Time-Reckoning (Kāla-gaṇanā): Yugas, Manvantaras, Kalpas, and Prākṛta Pralaya
त्रीणि कल्पशतानि स्युः तथा षष्टिर्द्विजोत्तमाः / ब्रह्मणः कथितं वर्षं पराख्यं तच्छतं विदुः
trīṇi kalpaśatāni syuḥ tathā ṣaṣṭirdvijottamāḥ / brahmaṇaḥ kathitaṃ varṣaṃ parākhyaṃ tacchataṃ viduḥ
O Bester der Zweimalgeborenen: Dreihundert Kalpas—und weitere sechzig—bilden das, was man „ein Jahr Brahmās“ nennt. Diese Gesamtsumme gilt als Maß im herkömmlichen Rechnen nach Hunderten.
Suta (narrator) recounting the teaching within the Purana’s cosmological discourse
Primary Rasa: shanta
Secondary Rasa: adbhuta
Indirectly: by mapping vast cosmic time (kalpas and Brahmā’s year), the verse frames creation as cyclical and contingent—encouraging discernment between the changing cosmos and the timeless Atman taught elsewhere in the Kurma Purana’s synthesis of Shaiva–Vaishnava doctrine.

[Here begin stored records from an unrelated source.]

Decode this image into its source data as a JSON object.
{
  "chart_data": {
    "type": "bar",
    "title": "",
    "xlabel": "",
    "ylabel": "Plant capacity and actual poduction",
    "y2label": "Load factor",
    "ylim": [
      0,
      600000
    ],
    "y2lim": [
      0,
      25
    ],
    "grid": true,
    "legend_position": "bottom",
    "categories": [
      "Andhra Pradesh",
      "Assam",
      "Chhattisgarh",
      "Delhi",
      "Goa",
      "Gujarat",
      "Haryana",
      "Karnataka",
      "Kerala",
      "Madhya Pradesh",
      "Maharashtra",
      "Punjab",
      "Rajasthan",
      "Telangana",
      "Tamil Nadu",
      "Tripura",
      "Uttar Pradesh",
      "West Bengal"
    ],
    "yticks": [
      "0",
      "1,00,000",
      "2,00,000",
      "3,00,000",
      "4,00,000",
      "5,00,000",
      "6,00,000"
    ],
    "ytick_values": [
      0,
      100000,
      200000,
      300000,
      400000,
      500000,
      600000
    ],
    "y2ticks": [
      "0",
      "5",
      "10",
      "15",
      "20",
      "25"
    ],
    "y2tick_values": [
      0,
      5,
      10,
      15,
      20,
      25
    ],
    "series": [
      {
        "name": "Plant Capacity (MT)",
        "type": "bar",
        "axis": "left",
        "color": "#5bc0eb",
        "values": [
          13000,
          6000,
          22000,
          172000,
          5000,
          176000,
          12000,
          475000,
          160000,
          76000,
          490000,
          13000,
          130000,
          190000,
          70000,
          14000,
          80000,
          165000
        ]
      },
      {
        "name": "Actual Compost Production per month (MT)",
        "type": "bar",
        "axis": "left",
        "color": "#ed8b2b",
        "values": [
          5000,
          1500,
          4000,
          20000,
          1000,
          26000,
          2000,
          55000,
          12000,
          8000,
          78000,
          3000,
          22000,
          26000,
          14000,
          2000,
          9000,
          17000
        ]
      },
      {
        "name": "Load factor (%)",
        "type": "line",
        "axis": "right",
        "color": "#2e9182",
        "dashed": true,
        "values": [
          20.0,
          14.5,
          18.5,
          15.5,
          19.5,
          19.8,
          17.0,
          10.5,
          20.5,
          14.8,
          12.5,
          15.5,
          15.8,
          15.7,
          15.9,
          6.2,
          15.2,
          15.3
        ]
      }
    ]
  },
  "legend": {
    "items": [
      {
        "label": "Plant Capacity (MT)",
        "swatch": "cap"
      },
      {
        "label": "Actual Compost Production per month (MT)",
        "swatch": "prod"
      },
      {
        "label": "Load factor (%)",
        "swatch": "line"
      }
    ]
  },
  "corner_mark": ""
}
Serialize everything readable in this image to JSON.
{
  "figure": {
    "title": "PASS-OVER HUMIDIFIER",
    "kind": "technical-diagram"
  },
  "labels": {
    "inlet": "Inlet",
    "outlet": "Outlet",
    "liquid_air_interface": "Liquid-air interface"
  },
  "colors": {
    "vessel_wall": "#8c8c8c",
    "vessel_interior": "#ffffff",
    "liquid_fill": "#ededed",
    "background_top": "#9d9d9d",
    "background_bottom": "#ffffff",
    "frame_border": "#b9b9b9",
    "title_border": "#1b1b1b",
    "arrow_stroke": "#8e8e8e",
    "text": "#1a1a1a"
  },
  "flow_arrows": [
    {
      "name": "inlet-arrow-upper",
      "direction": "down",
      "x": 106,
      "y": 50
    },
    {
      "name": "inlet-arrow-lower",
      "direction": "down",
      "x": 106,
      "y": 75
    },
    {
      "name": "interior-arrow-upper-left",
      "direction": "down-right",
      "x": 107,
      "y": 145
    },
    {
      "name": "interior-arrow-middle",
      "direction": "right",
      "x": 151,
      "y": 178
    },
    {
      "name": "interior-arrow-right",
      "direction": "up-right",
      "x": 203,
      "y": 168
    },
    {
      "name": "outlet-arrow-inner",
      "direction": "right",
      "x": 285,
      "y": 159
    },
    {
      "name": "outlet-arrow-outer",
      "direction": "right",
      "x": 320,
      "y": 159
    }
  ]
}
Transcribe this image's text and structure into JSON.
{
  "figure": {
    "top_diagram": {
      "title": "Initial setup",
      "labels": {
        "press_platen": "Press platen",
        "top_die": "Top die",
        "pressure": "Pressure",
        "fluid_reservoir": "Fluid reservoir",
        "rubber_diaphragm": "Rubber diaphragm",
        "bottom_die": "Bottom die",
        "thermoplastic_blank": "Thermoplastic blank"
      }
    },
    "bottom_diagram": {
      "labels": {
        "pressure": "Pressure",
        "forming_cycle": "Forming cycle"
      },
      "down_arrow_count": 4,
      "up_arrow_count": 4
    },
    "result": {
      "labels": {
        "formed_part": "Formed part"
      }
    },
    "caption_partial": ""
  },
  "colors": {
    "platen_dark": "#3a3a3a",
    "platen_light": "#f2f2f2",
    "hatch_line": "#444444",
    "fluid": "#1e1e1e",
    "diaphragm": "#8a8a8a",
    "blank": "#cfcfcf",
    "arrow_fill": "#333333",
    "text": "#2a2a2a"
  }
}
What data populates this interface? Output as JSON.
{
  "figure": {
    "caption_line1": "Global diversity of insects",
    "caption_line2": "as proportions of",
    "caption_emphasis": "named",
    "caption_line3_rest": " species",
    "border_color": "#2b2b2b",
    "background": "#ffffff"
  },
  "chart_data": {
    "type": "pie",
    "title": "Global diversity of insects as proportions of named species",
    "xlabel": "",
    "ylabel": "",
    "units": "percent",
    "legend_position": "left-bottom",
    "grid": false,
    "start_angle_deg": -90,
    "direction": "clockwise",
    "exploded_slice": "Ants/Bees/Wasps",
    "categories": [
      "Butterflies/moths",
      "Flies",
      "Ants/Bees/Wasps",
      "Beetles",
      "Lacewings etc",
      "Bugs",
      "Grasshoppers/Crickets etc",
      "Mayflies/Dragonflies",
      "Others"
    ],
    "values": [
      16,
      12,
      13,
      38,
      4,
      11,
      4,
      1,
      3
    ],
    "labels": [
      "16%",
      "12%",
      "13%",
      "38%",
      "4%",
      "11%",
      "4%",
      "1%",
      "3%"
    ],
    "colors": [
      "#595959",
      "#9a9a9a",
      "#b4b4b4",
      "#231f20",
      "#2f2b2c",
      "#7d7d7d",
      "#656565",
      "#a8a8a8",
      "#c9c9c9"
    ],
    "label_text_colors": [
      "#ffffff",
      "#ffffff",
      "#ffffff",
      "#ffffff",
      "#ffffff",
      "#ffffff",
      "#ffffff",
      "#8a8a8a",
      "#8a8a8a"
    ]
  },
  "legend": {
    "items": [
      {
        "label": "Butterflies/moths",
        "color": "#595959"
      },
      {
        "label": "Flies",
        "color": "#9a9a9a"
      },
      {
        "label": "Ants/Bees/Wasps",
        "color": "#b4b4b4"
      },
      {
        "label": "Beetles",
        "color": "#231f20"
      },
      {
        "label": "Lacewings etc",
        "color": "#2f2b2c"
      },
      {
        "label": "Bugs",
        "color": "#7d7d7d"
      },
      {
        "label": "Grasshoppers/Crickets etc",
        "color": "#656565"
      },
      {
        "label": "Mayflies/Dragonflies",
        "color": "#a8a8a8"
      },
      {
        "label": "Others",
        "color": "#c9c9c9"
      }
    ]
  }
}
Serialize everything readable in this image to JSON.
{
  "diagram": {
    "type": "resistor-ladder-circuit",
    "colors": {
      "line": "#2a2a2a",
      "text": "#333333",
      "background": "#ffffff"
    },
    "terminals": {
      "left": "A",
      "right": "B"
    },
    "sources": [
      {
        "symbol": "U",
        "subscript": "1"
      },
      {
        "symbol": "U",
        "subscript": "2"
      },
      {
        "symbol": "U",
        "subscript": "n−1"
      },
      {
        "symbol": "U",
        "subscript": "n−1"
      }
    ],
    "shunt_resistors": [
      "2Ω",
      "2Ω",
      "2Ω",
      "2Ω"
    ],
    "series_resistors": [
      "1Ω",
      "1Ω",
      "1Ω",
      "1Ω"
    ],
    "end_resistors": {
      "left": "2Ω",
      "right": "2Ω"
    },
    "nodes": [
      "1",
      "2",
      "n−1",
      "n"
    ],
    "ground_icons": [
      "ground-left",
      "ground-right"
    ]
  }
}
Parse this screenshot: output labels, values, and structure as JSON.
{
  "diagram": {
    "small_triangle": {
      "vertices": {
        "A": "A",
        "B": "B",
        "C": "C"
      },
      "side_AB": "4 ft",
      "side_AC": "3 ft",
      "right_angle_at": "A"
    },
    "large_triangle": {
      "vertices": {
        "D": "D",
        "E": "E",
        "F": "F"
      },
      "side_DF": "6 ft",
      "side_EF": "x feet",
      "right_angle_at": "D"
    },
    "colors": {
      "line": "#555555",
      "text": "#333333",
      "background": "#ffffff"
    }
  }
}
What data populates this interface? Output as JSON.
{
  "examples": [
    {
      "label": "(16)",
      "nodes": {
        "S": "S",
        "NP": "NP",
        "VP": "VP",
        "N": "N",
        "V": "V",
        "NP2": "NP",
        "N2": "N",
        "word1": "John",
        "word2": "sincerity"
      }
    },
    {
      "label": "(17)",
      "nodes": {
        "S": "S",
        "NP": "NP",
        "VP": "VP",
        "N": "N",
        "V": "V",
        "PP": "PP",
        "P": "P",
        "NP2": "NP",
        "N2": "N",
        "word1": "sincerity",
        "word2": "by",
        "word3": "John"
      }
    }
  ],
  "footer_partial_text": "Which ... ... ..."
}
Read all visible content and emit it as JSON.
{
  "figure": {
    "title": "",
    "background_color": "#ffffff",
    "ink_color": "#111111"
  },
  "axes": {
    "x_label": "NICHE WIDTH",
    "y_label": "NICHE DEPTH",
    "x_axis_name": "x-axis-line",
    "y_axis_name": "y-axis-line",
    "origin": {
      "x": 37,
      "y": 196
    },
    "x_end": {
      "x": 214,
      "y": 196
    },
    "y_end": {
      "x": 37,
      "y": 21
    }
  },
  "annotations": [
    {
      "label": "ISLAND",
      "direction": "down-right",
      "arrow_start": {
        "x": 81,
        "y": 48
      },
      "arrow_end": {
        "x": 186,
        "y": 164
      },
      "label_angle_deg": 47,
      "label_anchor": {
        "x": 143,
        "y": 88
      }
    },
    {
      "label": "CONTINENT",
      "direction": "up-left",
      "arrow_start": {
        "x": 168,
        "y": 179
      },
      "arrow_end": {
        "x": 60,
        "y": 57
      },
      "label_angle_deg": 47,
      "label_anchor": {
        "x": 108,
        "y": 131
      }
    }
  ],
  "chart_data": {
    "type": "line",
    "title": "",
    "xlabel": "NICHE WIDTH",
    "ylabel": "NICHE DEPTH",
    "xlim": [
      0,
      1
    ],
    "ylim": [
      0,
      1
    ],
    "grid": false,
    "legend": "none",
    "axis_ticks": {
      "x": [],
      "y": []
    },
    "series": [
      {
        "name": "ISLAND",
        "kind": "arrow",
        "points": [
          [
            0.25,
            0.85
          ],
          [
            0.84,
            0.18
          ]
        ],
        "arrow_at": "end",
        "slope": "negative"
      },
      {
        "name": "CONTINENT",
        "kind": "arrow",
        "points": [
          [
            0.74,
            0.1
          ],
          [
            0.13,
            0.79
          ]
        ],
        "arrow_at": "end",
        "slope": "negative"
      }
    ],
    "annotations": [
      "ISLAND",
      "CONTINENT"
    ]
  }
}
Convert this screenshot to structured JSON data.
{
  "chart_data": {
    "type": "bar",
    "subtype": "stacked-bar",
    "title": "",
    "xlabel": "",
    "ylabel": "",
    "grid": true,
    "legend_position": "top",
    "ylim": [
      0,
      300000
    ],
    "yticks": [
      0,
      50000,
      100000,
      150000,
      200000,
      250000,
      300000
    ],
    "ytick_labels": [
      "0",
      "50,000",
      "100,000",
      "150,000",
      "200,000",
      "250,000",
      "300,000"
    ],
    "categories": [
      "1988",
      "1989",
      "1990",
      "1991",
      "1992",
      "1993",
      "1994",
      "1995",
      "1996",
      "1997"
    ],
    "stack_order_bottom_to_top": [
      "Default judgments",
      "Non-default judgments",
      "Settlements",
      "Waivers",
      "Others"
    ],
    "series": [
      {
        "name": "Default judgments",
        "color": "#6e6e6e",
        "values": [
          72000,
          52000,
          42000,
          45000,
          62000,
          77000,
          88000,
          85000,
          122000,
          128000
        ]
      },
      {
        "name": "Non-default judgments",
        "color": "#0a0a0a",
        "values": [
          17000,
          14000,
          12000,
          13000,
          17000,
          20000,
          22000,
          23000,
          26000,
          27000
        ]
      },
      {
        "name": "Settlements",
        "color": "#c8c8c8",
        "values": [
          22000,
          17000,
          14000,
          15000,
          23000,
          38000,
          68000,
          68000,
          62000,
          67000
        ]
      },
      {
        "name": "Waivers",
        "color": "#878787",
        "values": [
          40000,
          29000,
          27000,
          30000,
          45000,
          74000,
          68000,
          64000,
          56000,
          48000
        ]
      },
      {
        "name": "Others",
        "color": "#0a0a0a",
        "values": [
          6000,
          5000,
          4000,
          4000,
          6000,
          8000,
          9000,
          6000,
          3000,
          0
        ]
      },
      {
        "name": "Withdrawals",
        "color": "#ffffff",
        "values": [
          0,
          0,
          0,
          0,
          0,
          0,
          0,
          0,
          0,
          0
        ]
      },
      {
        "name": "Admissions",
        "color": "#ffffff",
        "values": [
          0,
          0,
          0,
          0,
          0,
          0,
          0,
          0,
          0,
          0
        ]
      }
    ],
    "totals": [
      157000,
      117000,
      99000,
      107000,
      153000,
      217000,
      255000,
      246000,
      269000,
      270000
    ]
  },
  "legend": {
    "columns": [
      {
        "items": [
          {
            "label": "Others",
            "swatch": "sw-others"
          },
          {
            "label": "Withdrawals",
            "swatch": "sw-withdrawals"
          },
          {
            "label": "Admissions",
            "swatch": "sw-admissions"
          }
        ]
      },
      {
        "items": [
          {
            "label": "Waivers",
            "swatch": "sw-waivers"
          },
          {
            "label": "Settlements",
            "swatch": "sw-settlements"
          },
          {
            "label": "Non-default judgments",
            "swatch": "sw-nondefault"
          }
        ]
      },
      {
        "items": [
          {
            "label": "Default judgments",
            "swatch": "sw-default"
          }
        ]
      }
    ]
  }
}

No specific practice is prescribed in this verse; it supplies the cosmological time-scale that undergirds Kurma Purana teachings where Yoga (including Pāśupata-oriented discipline) is presented as a path to transcend time-bound cycles of creation and dissolution.
The verse is primarily chronological, not sectarian; by grounding doctrine in a shared Puranic cosmology (Brahmā’s time), it supports the Kurma Purana’s broader non-competitive Shaiva–Vaishnava synthesis where the Supreme is approached through multiple divine forms.